The family of Emilio Bonaventura Altieri belongs…
May 1670 CE
The family of Emilio Bonaventura Altieri belongs to the ancient Roman nobility and has enjoyed the highest consideration at Rome for several centuries; they had occasionally contracted alliances with the Colonnas and the Orsinis.
During earlier pontificates, Altieri has held many important offices and has been entrusted with several delicate missions.
Pope Urban VIII had given him charge of the works designed to protect the territory of Ravenna from the unruly Po River; Pope Innocent X had sent him as nuncio to Naples, where he remained for eight years.
He is credited with the re-establishment of peace after the stormy days of Masaniello.
Pope Alexander VII had confided to him a mission to Poland.
Pope Clement IX had named him Superintendent of the Papal Exchequer (in charge of the Church's finances), and in 1667 his maestro di camera, and he was made Secretary of the Congregation of Bishops and Regulars.
Just before his death, Clement IX had made him a Cardinal.

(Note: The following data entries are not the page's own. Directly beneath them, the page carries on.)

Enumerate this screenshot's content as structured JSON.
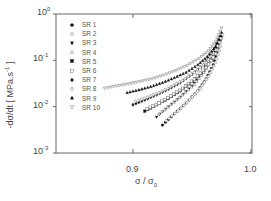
{
  "chart_data": {
    "type": "scatter",
    "title": "",
    "xlabel": "σ / σ0",
    "ylabel": "-dσ/dt [ MPa.s-1 ]",
    "xlim": [
      0.84,
      1.0
    ],
    "ylim": [
      0.001,
      1
    ],
    "yscale": "log",
    "x_ticks": [
      0.9,
      1.0
    ],
    "x_tick_labels": [
      "0.9",
      "1.0"
    ],
    "y_ticks": [
      1,
      0.1,
      0.01,
      0.001
    ],
    "y_tick_labels": [
      "10^0",
      "10^-1",
      "10^-2",
      "10^-3"
    ],
    "grid": false,
    "legend_position": "upper left",
    "series": [
      {
        "name": "SR 1",
        "marker": "filled-circle",
        "x": [
          0.925,
          0.935,
          0.945,
          0.955,
          0.962,
          0.968,
          0.972
        ],
        "y": [
          0.004,
          0.007,
          0.012,
          0.022,
          0.04,
          0.08,
          0.18
        ]
      },
      {
        "name": "SR 2",
        "marker": "open-circle",
        "x": [
          0.928,
          0.938,
          0.948,
          0.957,
          0.964,
          0.97,
          0.974
        ],
        "y": [
          0.005,
          0.008,
          0.014,
          0.025,
          0.045,
          0.09,
          0.2
        ]
      },
      {
        "name": "SR 3",
        "marker": "filled-triangle-down",
        "x": [
          0.92,
          0.93,
          0.94,
          0.95,
          0.958,
          0.965,
          0.971
        ],
        "y": [
          0.006,
          0.01,
          0.016,
          0.028,
          0.05,
          0.1,
          0.22
        ]
      },
      {
        "name": "SR 4",
        "marker": "open-triangle-up",
        "x": [
          0.922,
          0.932,
          0.942,
          0.952,
          0.96,
          0.967,
          0.972
        ],
        "y": [
          0.007,
          0.011,
          0.018,
          0.03,
          0.055,
          0.11,
          0.24
        ]
      },
      {
        "name": "SR 5",
        "marker": "filled-square",
        "x": [
          0.91,
          0.92,
          0.93,
          0.94,
          0.95,
          0.96,
          0.968,
          0.974
        ],
        "y": [
          0.008,
          0.011,
          0.015,
          0.022,
          0.035,
          0.06,
          0.12,
          0.28
        ]
      },
      {
        "name": "SR 6",
        "marker": "open-square",
        "x": [
          0.912,
          0.922,
          0.932,
          0.942,
          0.952,
          0.962,
          0.97,
          0.975
        ],
        "y": [
          0.009,
          0.012,
          0.017,
          0.025,
          0.04,
          0.07,
          0.14,
          0.3
        ]
      },
      {
        "name": "SR 7",
        "marker": "filled-diamond",
        "x": [
          0.9,
          0.91,
          0.92,
          0.93,
          0.94,
          0.95,
          0.96,
          0.968,
          0.975
        ],
        "y": [
          0.011,
          0.014,
          0.018,
          0.024,
          0.033,
          0.05,
          0.08,
          0.15,
          0.33
        ]
      },
      {
        "name": "SR 8",
        "marker": "open-diamond",
        "x": [
          0.902,
          0.912,
          0.922,
          0.932,
          0.942,
          0.952,
          0.962,
          0.97,
          0.976
        ],
        "y": [
          0.013,
          0.016,
          0.02,
          0.027,
          0.037,
          0.055,
          0.09,
          0.17,
          0.36
        ]
      },
      {
        "name": "SR 9",
        "marker": "filled-triangle-up",
        "x": [
          0.895,
          0.905,
          0.915,
          0.925,
          0.935,
          0.945,
          0.955,
          0.963,
          0.97,
          0.975
        ],
        "y": [
          0.02,
          0.023,
          0.027,
          0.033,
          0.042,
          0.055,
          0.08,
          0.12,
          0.2,
          0.4
        ]
      },
      {
        "name": "SR 10",
        "marker": "open-triangle-down",
        "x": [
          0.876,
          0.886,
          0.896,
          0.906,
          0.916,
          0.926,
          0.936,
          0.946,
          0.956,
          0.964,
          0.97,
          0.975
        ],
        "y": [
          0.025,
          0.028,
          0.031,
          0.035,
          0.04,
          0.048,
          0.06,
          0.078,
          0.11,
          0.16,
          0.26,
          0.5
        ]
      }
    ]
  }
}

He was then about seventy-nine years of age; and Clement IX, when making him a member of the Sacred College, said to him: "You will be our successor."

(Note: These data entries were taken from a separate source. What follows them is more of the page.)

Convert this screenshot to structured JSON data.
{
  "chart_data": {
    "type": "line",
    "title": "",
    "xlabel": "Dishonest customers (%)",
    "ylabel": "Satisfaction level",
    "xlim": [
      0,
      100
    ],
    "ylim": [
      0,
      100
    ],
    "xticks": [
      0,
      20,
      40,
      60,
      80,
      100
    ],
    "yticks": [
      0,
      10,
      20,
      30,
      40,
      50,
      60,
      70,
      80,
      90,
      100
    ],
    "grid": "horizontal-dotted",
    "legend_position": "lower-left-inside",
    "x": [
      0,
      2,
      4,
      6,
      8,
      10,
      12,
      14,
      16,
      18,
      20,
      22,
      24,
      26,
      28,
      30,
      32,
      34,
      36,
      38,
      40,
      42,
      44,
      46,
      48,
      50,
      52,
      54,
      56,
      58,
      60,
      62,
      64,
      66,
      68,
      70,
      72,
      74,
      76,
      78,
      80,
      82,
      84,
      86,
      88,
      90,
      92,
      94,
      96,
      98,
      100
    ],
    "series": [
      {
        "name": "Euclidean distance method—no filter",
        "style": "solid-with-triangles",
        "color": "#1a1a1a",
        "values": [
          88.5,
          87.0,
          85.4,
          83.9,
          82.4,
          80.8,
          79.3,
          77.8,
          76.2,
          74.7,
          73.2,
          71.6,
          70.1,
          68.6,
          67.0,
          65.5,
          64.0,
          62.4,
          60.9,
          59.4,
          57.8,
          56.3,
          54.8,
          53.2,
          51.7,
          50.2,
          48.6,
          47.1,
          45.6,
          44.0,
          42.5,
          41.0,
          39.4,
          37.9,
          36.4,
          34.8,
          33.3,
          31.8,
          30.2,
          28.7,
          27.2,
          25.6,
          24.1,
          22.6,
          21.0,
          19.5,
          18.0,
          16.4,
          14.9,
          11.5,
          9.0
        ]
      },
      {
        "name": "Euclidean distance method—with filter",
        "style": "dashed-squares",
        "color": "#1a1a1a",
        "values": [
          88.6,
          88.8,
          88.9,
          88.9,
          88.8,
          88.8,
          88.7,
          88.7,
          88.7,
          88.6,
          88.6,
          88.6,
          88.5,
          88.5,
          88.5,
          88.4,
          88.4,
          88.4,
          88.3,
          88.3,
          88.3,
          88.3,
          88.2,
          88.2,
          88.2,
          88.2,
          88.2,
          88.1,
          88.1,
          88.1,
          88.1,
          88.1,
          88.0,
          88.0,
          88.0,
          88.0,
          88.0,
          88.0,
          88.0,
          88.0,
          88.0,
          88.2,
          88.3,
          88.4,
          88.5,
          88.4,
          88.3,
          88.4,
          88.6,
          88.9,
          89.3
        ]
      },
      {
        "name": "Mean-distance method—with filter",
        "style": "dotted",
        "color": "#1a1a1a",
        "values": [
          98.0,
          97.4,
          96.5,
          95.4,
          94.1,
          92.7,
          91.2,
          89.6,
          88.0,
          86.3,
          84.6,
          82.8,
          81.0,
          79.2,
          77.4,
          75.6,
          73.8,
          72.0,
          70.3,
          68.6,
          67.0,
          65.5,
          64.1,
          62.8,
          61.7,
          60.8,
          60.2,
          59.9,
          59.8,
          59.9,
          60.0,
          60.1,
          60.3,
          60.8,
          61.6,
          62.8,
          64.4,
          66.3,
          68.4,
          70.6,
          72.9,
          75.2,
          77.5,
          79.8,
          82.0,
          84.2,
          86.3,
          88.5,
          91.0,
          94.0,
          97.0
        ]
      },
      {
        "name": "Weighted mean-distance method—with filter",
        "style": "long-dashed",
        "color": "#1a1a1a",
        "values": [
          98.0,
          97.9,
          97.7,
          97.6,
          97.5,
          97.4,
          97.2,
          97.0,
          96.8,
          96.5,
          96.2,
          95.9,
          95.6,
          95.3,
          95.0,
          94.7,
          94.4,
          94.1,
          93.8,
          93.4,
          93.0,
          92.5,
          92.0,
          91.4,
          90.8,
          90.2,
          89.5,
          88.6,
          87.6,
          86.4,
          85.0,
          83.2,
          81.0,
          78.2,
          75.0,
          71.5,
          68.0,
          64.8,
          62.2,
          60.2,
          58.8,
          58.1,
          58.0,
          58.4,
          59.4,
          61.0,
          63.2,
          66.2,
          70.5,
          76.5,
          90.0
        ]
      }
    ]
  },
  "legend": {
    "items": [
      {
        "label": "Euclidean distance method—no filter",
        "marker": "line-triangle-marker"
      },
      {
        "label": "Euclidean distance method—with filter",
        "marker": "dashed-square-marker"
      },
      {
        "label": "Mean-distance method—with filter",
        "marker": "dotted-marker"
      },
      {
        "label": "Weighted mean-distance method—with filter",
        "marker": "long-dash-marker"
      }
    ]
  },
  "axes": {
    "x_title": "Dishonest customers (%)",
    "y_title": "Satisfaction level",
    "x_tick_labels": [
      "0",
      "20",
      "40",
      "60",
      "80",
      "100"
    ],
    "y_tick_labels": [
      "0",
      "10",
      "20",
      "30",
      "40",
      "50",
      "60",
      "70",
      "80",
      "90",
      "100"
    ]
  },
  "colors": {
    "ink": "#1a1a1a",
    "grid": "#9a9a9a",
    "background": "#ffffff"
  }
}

After Clement’s funeral, sixty-two electors entered into conclave on December 20, 1669.
Forty-two votes were necessary, and heated discussion prevailed for four months; Giovanni Cardinal Conti was supported by twenty-two votes; Cardinal Rospigliosi, nephew of the late Pope, had thirty, or, as some say, thirty-three, with two at the accesso, so that he needed only seven more votes to gain the tiara.

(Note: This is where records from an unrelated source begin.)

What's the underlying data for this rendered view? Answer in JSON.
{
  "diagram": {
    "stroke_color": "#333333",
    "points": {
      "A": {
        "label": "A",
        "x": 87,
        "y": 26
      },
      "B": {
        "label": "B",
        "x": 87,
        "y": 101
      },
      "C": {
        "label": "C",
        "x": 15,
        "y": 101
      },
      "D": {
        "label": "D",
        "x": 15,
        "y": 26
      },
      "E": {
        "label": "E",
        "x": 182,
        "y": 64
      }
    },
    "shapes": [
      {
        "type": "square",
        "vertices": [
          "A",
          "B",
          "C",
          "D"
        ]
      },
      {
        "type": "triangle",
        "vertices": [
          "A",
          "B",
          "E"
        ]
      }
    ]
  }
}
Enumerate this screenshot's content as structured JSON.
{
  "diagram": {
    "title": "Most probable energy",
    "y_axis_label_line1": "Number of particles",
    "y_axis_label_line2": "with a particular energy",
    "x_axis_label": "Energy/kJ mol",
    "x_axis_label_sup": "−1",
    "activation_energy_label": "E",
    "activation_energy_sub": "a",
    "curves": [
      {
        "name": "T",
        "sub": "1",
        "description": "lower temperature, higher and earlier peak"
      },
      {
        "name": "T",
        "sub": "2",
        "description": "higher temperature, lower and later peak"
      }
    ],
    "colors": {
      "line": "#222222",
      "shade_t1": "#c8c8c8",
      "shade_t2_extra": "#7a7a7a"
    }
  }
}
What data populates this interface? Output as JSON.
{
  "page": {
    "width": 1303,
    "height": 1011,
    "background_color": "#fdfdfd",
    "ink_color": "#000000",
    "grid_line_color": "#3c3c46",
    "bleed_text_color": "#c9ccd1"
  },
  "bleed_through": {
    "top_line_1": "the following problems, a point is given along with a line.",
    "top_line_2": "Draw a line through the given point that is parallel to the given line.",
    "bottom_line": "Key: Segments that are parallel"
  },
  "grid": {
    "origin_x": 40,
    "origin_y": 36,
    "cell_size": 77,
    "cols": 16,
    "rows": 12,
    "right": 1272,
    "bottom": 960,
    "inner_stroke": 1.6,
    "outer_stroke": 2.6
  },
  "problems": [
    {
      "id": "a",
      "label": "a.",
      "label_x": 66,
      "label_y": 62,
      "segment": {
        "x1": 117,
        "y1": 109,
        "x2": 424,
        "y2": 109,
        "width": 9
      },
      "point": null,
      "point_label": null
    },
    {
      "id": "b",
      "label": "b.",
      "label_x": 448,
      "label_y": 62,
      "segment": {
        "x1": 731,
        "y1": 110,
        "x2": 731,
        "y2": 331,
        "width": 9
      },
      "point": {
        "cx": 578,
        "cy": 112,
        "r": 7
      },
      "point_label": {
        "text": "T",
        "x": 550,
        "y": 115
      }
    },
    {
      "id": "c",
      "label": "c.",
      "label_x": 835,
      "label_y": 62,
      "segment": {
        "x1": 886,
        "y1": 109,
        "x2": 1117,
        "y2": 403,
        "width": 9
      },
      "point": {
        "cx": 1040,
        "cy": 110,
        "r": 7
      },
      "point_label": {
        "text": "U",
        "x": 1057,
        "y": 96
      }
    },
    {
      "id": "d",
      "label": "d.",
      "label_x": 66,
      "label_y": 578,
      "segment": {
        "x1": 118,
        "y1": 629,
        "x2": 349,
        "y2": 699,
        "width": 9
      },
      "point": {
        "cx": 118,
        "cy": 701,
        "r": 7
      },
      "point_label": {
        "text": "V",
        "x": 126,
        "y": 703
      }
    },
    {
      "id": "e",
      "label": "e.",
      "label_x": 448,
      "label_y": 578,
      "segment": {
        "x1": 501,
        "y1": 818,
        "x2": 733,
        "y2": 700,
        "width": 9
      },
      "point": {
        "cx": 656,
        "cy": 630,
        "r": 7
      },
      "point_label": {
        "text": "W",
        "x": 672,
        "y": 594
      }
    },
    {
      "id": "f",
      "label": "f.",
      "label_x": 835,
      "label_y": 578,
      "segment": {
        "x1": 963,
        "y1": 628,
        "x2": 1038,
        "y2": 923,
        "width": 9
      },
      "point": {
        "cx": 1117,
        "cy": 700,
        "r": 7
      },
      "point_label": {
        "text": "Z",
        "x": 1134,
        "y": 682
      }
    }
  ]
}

Cardinal Cerri obtained twenty-three votes.
At length, the cardinals agreed to resort to the old expedient of electing a cardinal of advanced years, and proposed Cardinal Altieri, an octogenarian, whose long life has been spent in the service of the Church, and whom Clement IX, on the eve of his death, had raised to the dignity of the purple.
The reason a prelate of such transcendent merits received the cardinalate so late in life seems to have been that he had waived his claims to the elevation in favor of an older brother.
On April 29, 1670, the papacy had been offered to him by fifty-nine Cardinals present at the election; only two being against him.
He, however, objected because of his age, for he was almost eighty, and exclaimed, "I am too old to bear such a burden."
Pointing to Cardinal Brancacci, Altieri said he was the Cardinal whom they ought to elect.
He persists in refusing, protesting that he no longer has strength or memory; but he is crowned on May 11.
With tears he accepts, and out of gratitude to his benefactor, by ten years his junior, he assumes the name of Clement X.